Problem details:
Only the lines below from the one that contains "reading: 6.3 cm" through the one that contains "reading: 8.0 (no unit)" should appear in your answer, exact and without pictures.

Records shown:
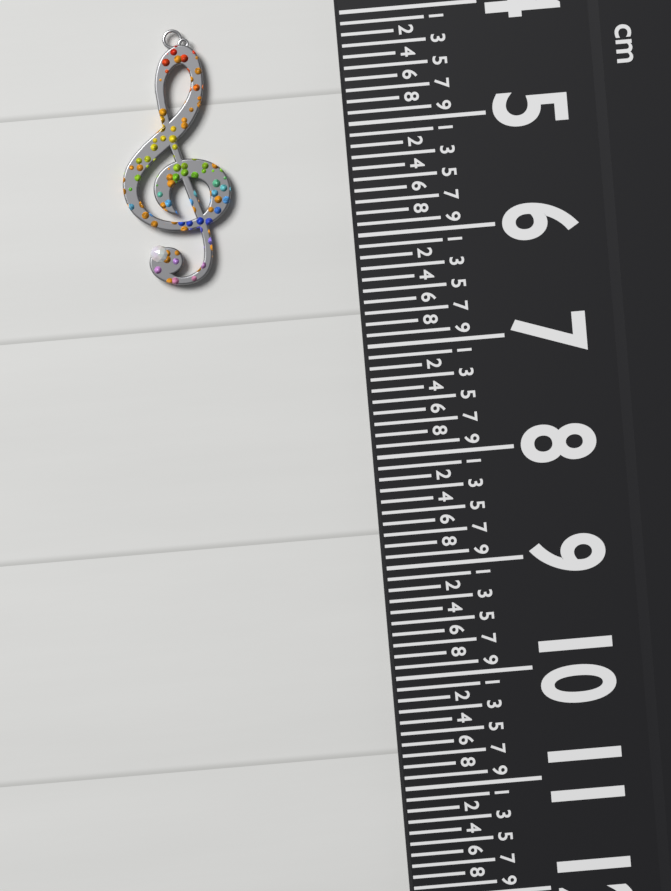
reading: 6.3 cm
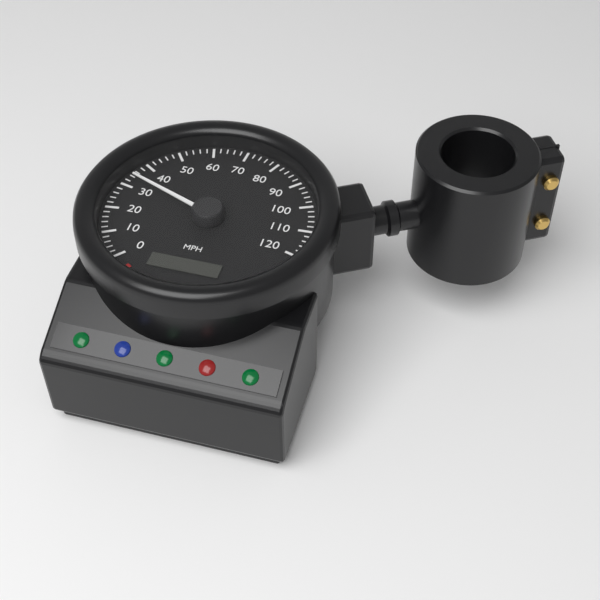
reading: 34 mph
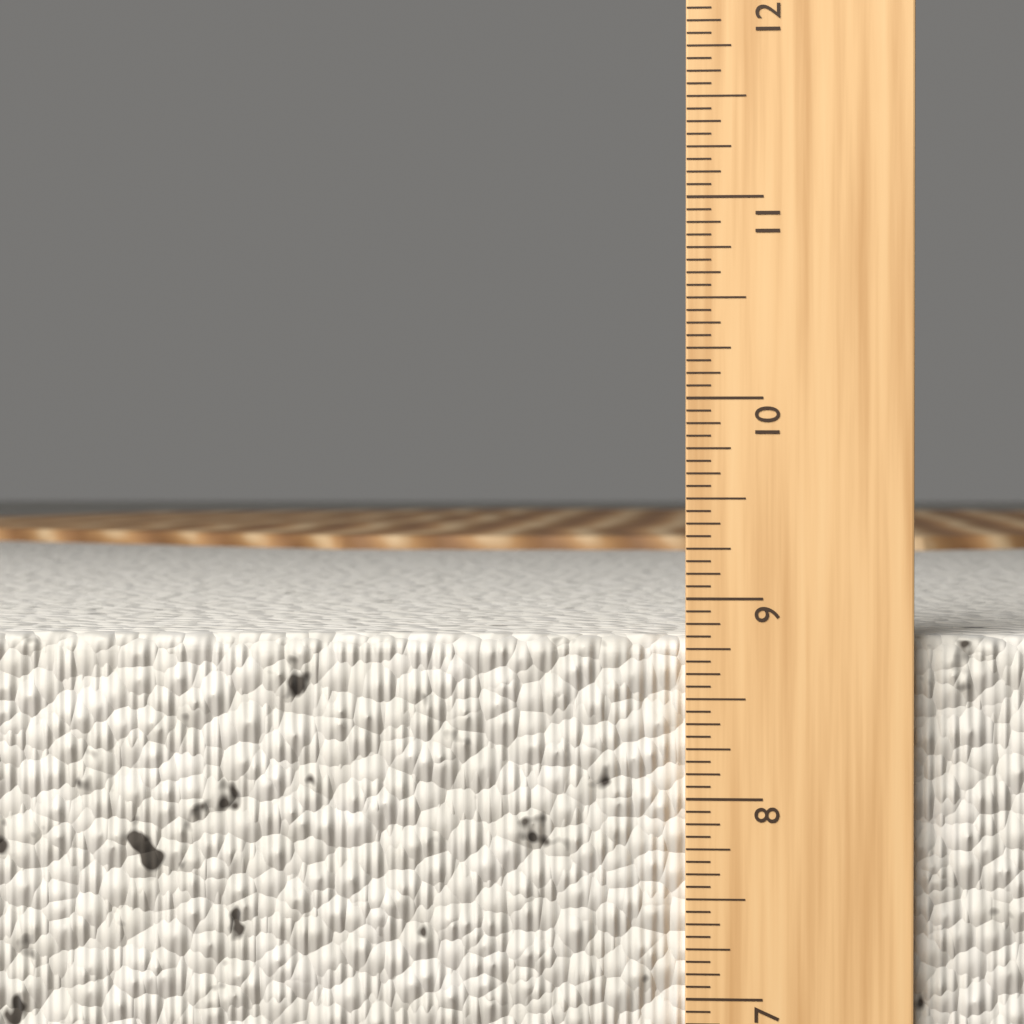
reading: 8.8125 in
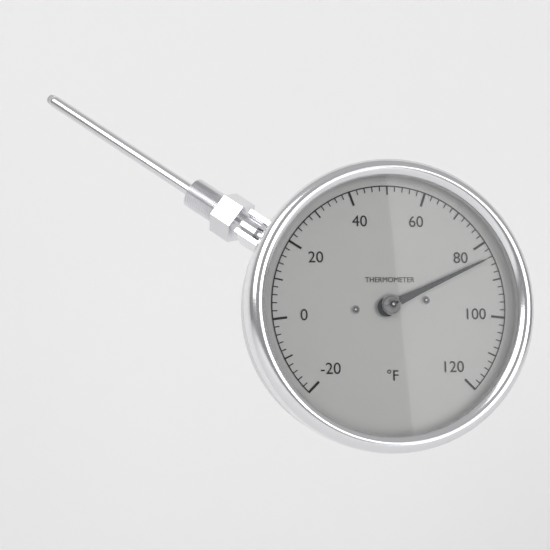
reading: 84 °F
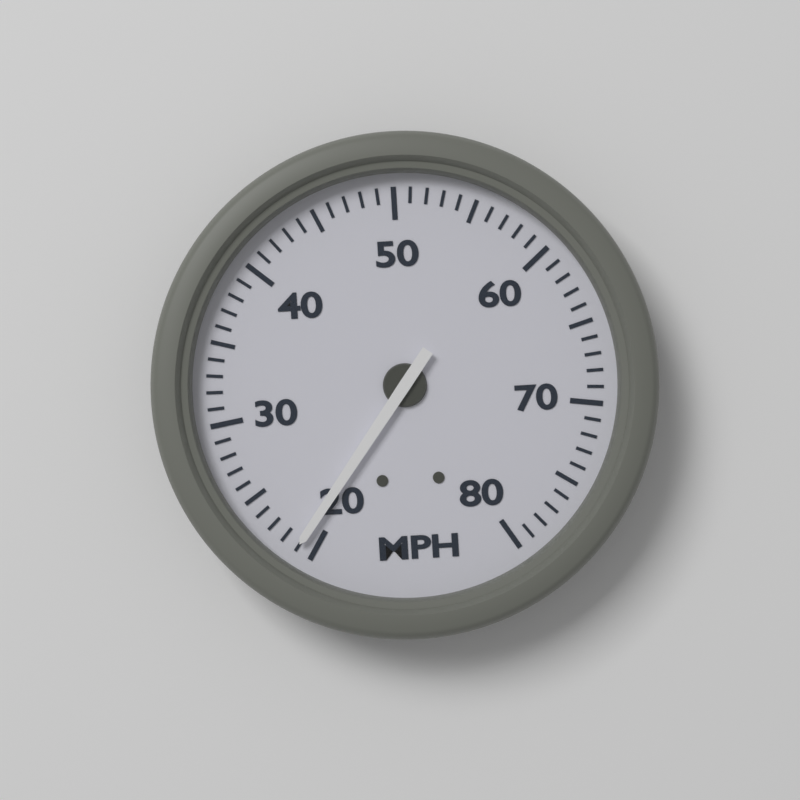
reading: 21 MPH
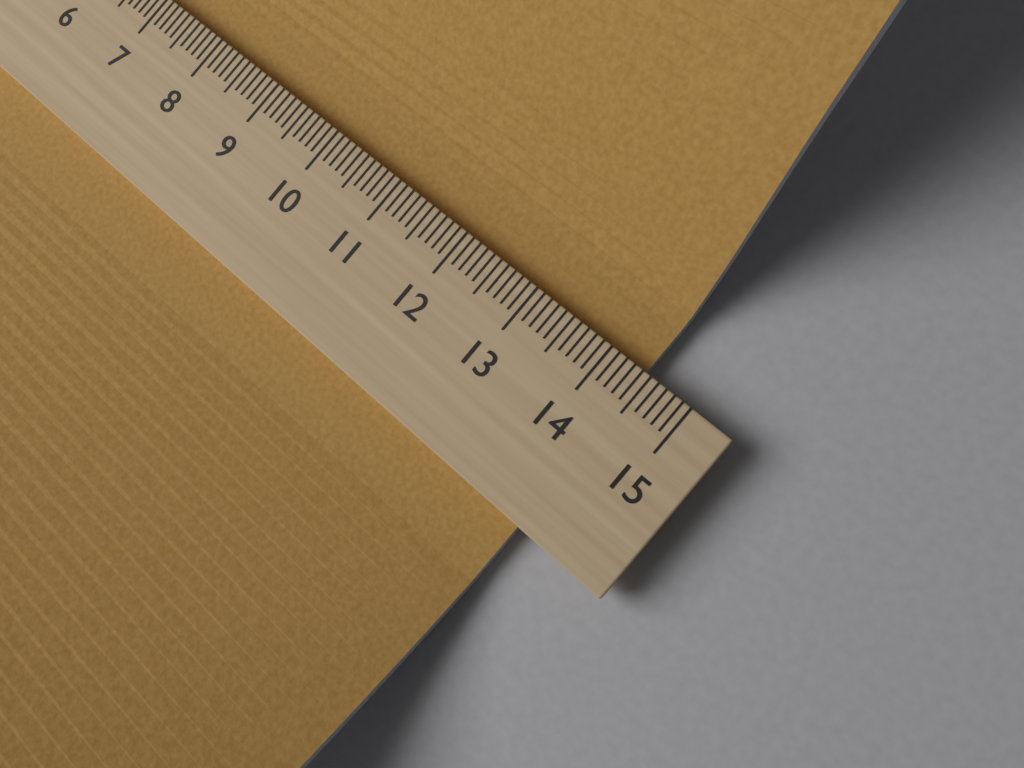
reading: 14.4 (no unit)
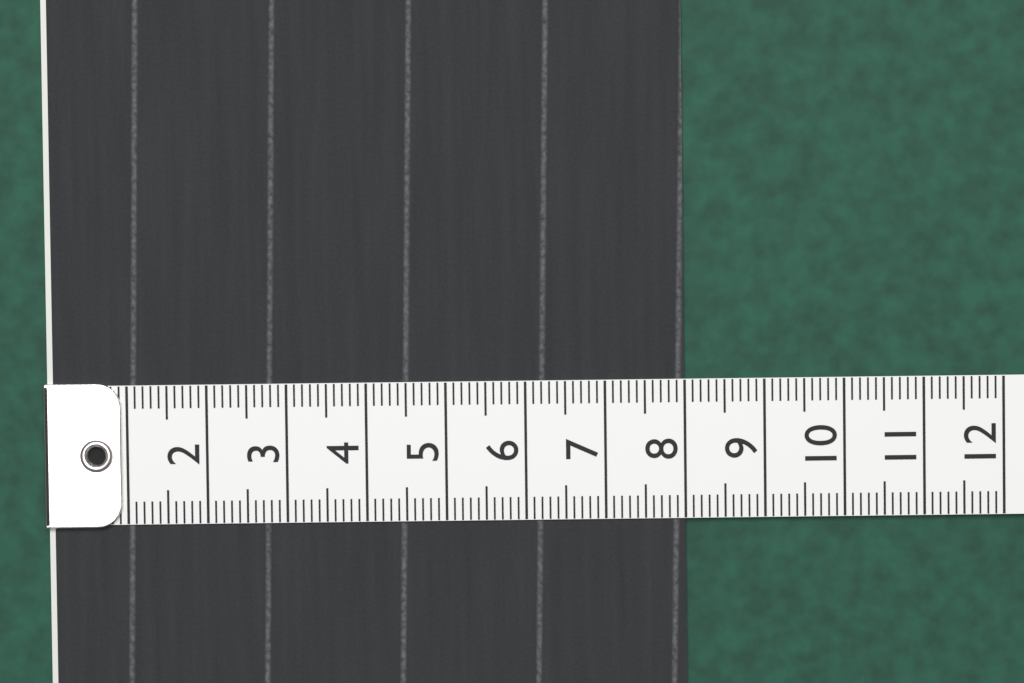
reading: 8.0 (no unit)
---
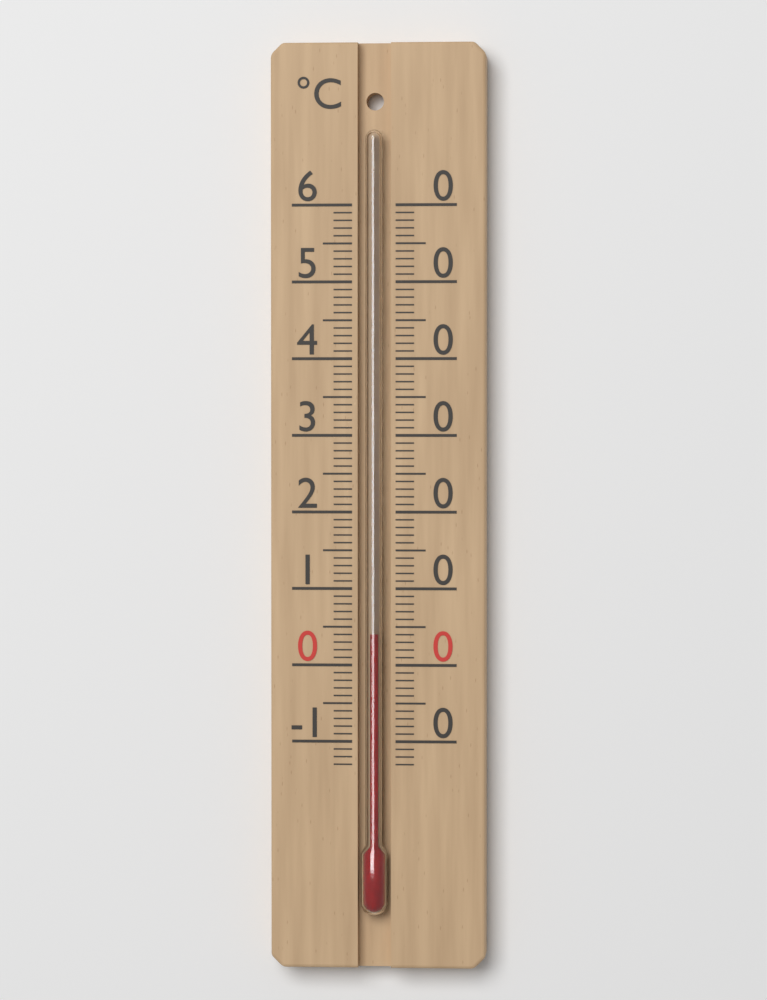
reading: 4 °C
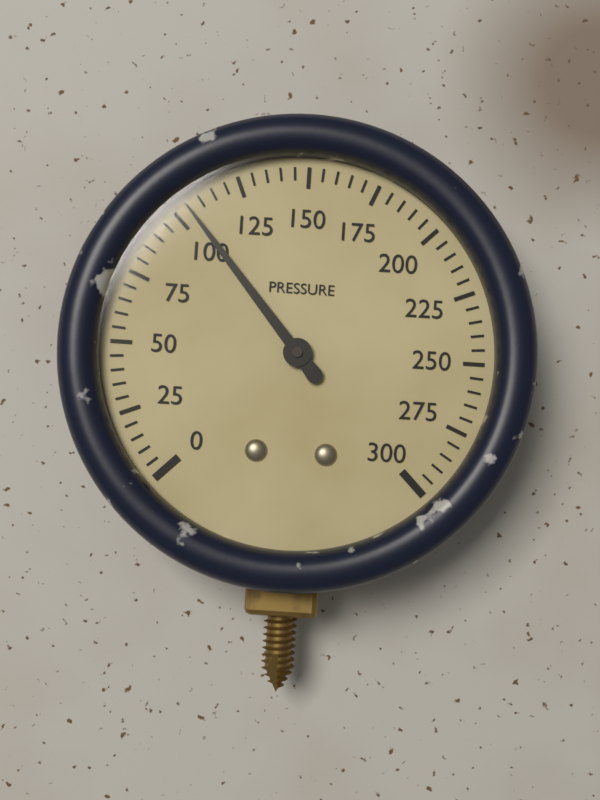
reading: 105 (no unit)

Answer section:
reading: 6.3 cm
reading: 34 mph
reading: 8.8125 in
reading: 84 °F
reading: 21 MPH
reading: 14.4 (no unit)
reading: 8.0 (no unit)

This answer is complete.